Questions: Secondary Oocyte Arrest in Metaphase II
5 questions to test your understanding
Score: 0 / 5
Question 1 Multiple Choice
A secondary oocyte is held at metaphase II. Which statement best describes the molecular state maintaining this arrest?
AThe cell lacks the MPF needed to maintain the metaphase state, so it cannot proceed to anaphase
BAPC/C is actively inhibited by CSF/Mos signaling, preventing securin and cyclin B degradation
CThe spindle checkpoint is triggered by unattached kinetochores on sister chromatids
DLow cyclin B levels keep the cell in a stable interphase-like holding state
Metaphase II arrest is an actively maintained state, not a passive one. CSF (primarily through the Mos/MAPK pathway) keeps cyclin B stable and MPF activity high — which is what maintains the metaphase state (condensed chromosomes, assembled spindle). Critically, CSF simultaneously inhibits APC/C, the ubiquitin ligase that would destroy securin and cyclin B to trigger anaphase. The cell is fully assembled and ready to divide; it is held in check. Options A and D are backwards — MPF is high, not absent.
Question 2 Multiple Choice
What is the proximate molecular trigger that releases the secondary oocyte from metaphase II arrest upon fertilization?
BSperm DNA initiates transcription of new meiotic activators in the egg nucleus
CPhospholipase C zeta from sperm generates IP₃, triggering Ca²⁺ oscillations that activate CaMKII, which removes the CSF block on APC/C
DThe pH change caused by sperm-egg membrane fusion inactivates Mos kinase
The signaling cascade is: sperm introduces PLCζ → generates IP₃ → Ca²⁺ oscillations from ER → activates CaMKII → destroys CSF-mediated APC/C inhibition → APC/C ubiquitinates securin and cyclin B → anaphase II completes. The proximate trigger is the Ca²⁺ wave, not the sperm's physical or nuclear contribution. This is why a Ca²⁺ ionophore alone can activate the egg (as in the How It's Best Learned section) — the sperm's role is as the Ca²⁺ signal source, not as a direct activator of the cell cycle machinery.
Question 3 True / False
The secondary oocyte halts at metaphase II because it lacks the activating signals needed to enter and progress through meiosis II — these signals are provided by the sperm at fertilization.
TTrue
FFalse
Answer: False
This reverses the mechanism. The oocyte has already *entered* meiosis II and is frozen *within* it — chromosomes are aligned on the spindle, MPF is high, the cell is fully prepared for division. The arrest is an actively maintained block, not a waiting state before meiosis II begins. The Mos/MAPK/CSF pathway actively inhibits APC/C to prevent the metaphase-to-anaphase transition. Fertilization doesn't 'start' meiosis II; it releases the block that was holding the nearly-complete division in place.
Question 4 True / False
A Ca²⁺ ionophore introduced to an unfertilized secondary oocyte could in principle trigger completion of meiosis II without any sperm, because the Ca²⁺ wave — not sperm DNA or centrosome — is the proximate signal for releasing the metaphase arrest.
TTrue
FFalse
Answer: True
The Ca²⁺ oscillation caused by sperm-introduced PLCζ is the proximate trigger for CaMKII activation and CSF removal. Since Ca²⁺ is the signal, artificially inducing a Ca²⁺ wave (e.g., with a ionophore or electrical stimulation) should — and experimentally does — trigger anaphase II completion. This is also the basis for artificial egg activation in some assisted reproduction techniques and research. It demonstrates that the egg itself contains all the machinery to complete division; it just needs the Ca²⁺ signal.
Question 5 Short Answer
Why is it significant that the metaphase II arrest is actively maintained rather than simply a lack of activation? What does this tell us about how the cell is designed?
Think about your answer, then reveal below.
Model answer: An actively maintained arrest means the cell is in a state of primed readiness — fully assembled for division, with all the machinery in place — but held back by a specific molecular brake (CSF/APC/C inhibition). This is functionally important: it ensures the egg can complete meiosis II rapidly and reliably the instant the Ca²⁺ signal arrives at fertilization, rather than having to rebuild the division machinery from scratch. It also acts as a checkpoint: the arrest will not spontaneously collapse; it requires the specific signal of fertilization (Ca²⁺ oscillations). A passive lack of activation could be accidentally broken; an active brake requires a specific molecular key.
The distinction between active maintenance and passive absence has biological meaning at multiple levels: evolutionary (precise checkpoint mechanisms evolve when errors are costly), mechanistic (different interventions can release an active brake vs. supply a missing activator), and clinical (understanding the mechanism guides assisted reproduction approaches).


About this task:
The listing below must be repeated word for word, with its images excluded.

Exercise material:
==============================

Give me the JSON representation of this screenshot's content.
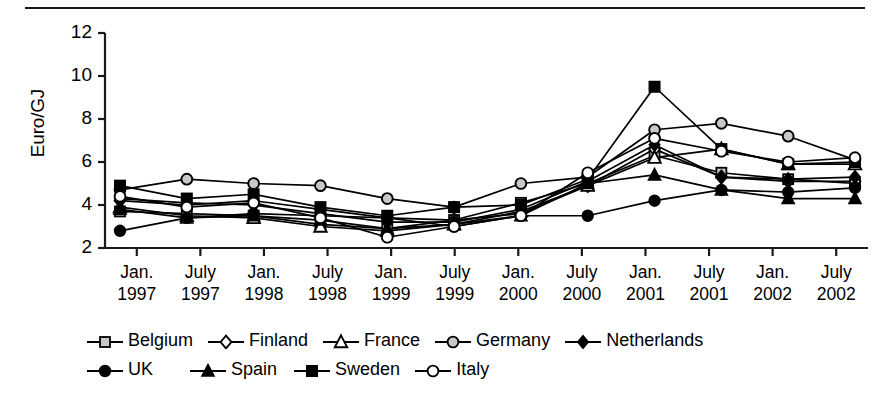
{
  "chart_data": {
    "type": "line",
    "title": "",
    "subtitle": "",
    "xlabel": "",
    "ylabel": "Euro/GJ",
    "ylim": [
      2,
      12
    ],
    "yticks": [
      2,
      4,
      6,
      8,
      10,
      12
    ],
    "grid": false,
    "legend_position": "bottom",
    "categories": [
      "Jan. 1997",
      "July 1997",
      "Jan. 1998",
      "July 1998",
      "Jan. 1999",
      "July 1999",
      "Jan. 2000",
      "July 2000",
      "Jan. 2001",
      "July 2001",
      "Jan. 2002",
      "July 2002"
    ],
    "xtick_labels": [
      {
        "line1": "Jan.",
        "line2": "1997"
      },
      {
        "line1": "July",
        "line2": "1997"
      },
      {
        "line1": "Jan.",
        "line2": "1998"
      },
      {
        "line1": "July",
        "line2": "1998"
      },
      {
        "line1": "Jan.",
        "line2": "1999"
      },
      {
        "line1": "July",
        "line2": "1999"
      },
      {
        "line1": "Jan.",
        "line2": "2000"
      },
      {
        "line1": "July",
        "line2": "2000"
      },
      {
        "line1": "Jan.",
        "line2": "2001"
      },
      {
        "line1": "July",
        "line2": "2001"
      },
      {
        "line1": "Jan.",
        "line2": "2002"
      },
      {
        "line1": "July",
        "line2": "2002"
      }
    ],
    "series": [
      {
        "name": "Belgium",
        "marker": "square-open-gray",
        "values": [
          3.7,
          3.6,
          3.5,
          3.1,
          2.9,
          3.3,
          4.1,
          5.0,
          6.3,
          5.5,
          5.2,
          5.0
        ]
      },
      {
        "name": "Finland",
        "marker": "diamond-open",
        "values": [
          4.2,
          4.0,
          4.2,
          3.8,
          3.4,
          3.3,
          3.6,
          4.9,
          6.6,
          5.3,
          5.1,
          5.1
        ]
      },
      {
        "name": "France",
        "marker": "triangle-open",
        "values": [
          3.9,
          3.5,
          3.4,
          3.0,
          2.8,
          3.1,
          3.7,
          4.9,
          6.2,
          6.6,
          5.9,
          5.9
        ]
      },
      {
        "name": "Germany",
        "marker": "circle-open-gray",
        "values": [
          4.7,
          5.2,
          5.0,
          4.9,
          4.3,
          3.9,
          5.0,
          5.3,
          7.5,
          7.8,
          7.2,
          6.1
        ]
      },
      {
        "name": "Netherlands",
        "marker": "diamond-filled",
        "values": [
          4.3,
          4.1,
          4.0,
          3.6,
          3.2,
          3.2,
          3.8,
          5.1,
          6.8,
          5.3,
          5.2,
          5.3
        ]
      },
      {
        "name": "UK",
        "marker": "circle-filled",
        "values": [
          2.8,
          3.4,
          3.6,
          3.5,
          3.4,
          3.0,
          3.5,
          3.5,
          4.2,
          4.7,
          4.6,
          4.8
        ]
      },
      {
        "name": "Spain",
        "marker": "triangle-filled",
        "values": [
          3.8,
          3.4,
          3.5,
          3.3,
          2.9,
          3.1,
          3.5,
          5.0,
          5.4,
          4.7,
          4.3,
          4.3
        ]
      },
      {
        "name": "Sweden",
        "marker": "square-filled",
        "values": [
          4.9,
          4.3,
          4.5,
          3.9,
          3.5,
          3.9,
          4.0,
          5.2,
          9.5,
          6.6,
          5.9,
          6.0
        ]
      },
      {
        "name": "Italy",
        "marker": "circle-open-white",
        "values": [
          4.4,
          3.9,
          4.1,
          3.4,
          2.5,
          3.0,
          3.5,
          5.5,
          7.1,
          6.5,
          6.0,
          6.2
        ]
      }
    ]
  },
  "axis": {
    "y_title": "Euro/GJ",
    "y_tick_labels": [
      "12",
      "10",
      "8",
      "6",
      "4",
      "2"
    ]
  },
  "legend": {
    "rows": [
      [
        "Belgium",
        "Finland",
        "France",
        "Germany",
        "Netherlands"
      ],
      [
        "UK",
        "Spain",
        "Sweden",
        "Italy"
      ]
    ]
  },
  "colors": {
    "line": "#000000",
    "axis": "#1a1a1a",
    "marker_gray_fill": "#c8c8c8",
    "marker_white_fill": "#ffffff",
    "marker_black_fill": "#000000",
    "background": "#ffffff"
  }
}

==============================

Solution to this problem:
Give me the JSON representation of this screenshot's content.
{
  "chart_data": {
    "type": "line",
    "title": "",
    "subtitle": "",
    "xlabel": "",
    "ylabel": "Euro/GJ",
    "ylim": [
      2,
      12
    ],
    "yticks": [
      2,
      4,
      6,
      8,
      10,
      12
    ],
    "grid": false,
    "legend_position": "bottom",
    "categories": [
      "Jan. 1997",
      "July 1997",
      "Jan. 1998",
      "July 1998",
      "Jan. 1999",
      "July 1999",
      "Jan. 2000",
      "July 2000",
      "Jan. 2001",
      "July 2001",
      "Jan. 2002",
      "July 2002"
    ],
    "xtick_labels": [
      {
        "line1": "Jan.",
        "line2": "1997"
      },
      {
        "line1": "July",
        "line2": "1997"
      },
      {
        "line1": "Jan.",
        "line2": "1998"
      },
      {
        "line1": "July",
        "line2": "1998"
      },
      {
        "line1": "Jan.",
        "line2": "1999"
      },
      {
        "line1": "July",
        "line2": "1999"
      },
      {
        "line1": "Jan.",
        "line2": "2000"
      },
      {
        "line1": "July",
        "line2": "2000"
      },
      {
        "line1": "Jan.",
        "line2": "2001"
      },
      {
        "line1": "July",
        "line2": "2001"
      },
      {
        "line1": "Jan.",
        "line2": "2002"
      },
      {
        "line1": "July",
        "line2": "2002"
      }
    ],
    "series": [
      {
        "name": "Belgium",
        "marker": "square-open-gray",
        "values": [
          3.7,
          3.6,
          3.5,
          3.1,
          2.9,
          3.3,
          4.1,
          5.0,
          6.3,
          5.5,
          5.2,
          5.0
        ]
      },
      {
        "name": "Finland",
        "marker": "diamond-open",
        "values": [
          4.2,
          4.0,
          4.2,
          3.8,
          3.4,
          3.3,
          3.6,
          4.9,
          6.6,
          5.3,
          5.1,
          5.1
        ]
      },
      {
        "name": "France",
        "marker": "triangle-open",
        "values": [
          3.9,
          3.5,
          3.4,
          3.0,
          2.8,
          3.1,
          3.7,
          4.9,
          6.2,
          6.6,
          5.9,
          5.9
        ]
      },
      {
        "name": "Germany",
        "marker": "circle-open-gray",
        "values": [
          4.7,
          5.2,
          5.0,
          4.9,
          4.3,
          3.9,
          5.0,
          5.3,
          7.5,
          7.8,
          7.2,
          6.1
        ]
      },
      {
        "name": "Netherlands",
        "marker": "diamond-filled",
        "values": [
          4.3,
          4.1,
          4.0,
          3.6,
          3.2,
          3.2,
          3.8,
          5.1,
          6.8,
          5.3,
          5.2,
          5.3
        ]
      },
      {
        "name": "UK",
        "marker": "circle-filled",
        "values": [
          2.8,
          3.4,
          3.6,
          3.5,
          3.4,
          3.0,
          3.5,
          3.5,
          4.2,
          4.7,
          4.6,
          4.8
        ]
      },
      {
        "name": "Spain",
        "marker": "triangle-filled",
        "values": [
          3.8,
          3.4,
          3.5,
          3.3,
          2.9,
          3.1,
          3.5,
          5.0,
          5.4,
          4.7,
          4.3,
          4.3
        ]
      },
      {
        "name": "Sweden",
        "marker": "square-filled",
        "values": [
          4.9,
          4.3,
          4.5,
          3.9,
          3.5,
          3.9,
          4.0,
          5.2,
          9.5,
          6.6,
          5.9,
          6.0
        ]
      },
      {
        "name": "Italy",
        "marker": "circle-open-white",
        "values": [
          4.4,
          3.9,
          4.1,
          3.4,
          2.5,
          3.0,
          3.5,
          5.5,
          7.1,
          6.5,
          6.0,
          6.2
        ]
      }
    ]
  },
  "axis": {
    "y_title": "Euro/GJ",
    "y_tick_labels": [
      "12",
      "10",
      "8",
      "6",
      "4",
      "2"
    ]
  },
  "legend": {
    "rows": [
      [
        "Belgium",
        "Finland",
        "France",
        "Germany",
        "Netherlands"
      ],
      [
        "UK",
        "Spain",
        "Sweden",
        "Italy"
      ]
    ]
  },
  "colors": {
    "line": "#000000",
    "axis": "#1a1a1a",
    "marker_gray_fill": "#c8c8c8",
    "marker_white_fill": "#ffffff",
    "marker_black_fill": "#000000",
    "background": "#ffffff"
  }
}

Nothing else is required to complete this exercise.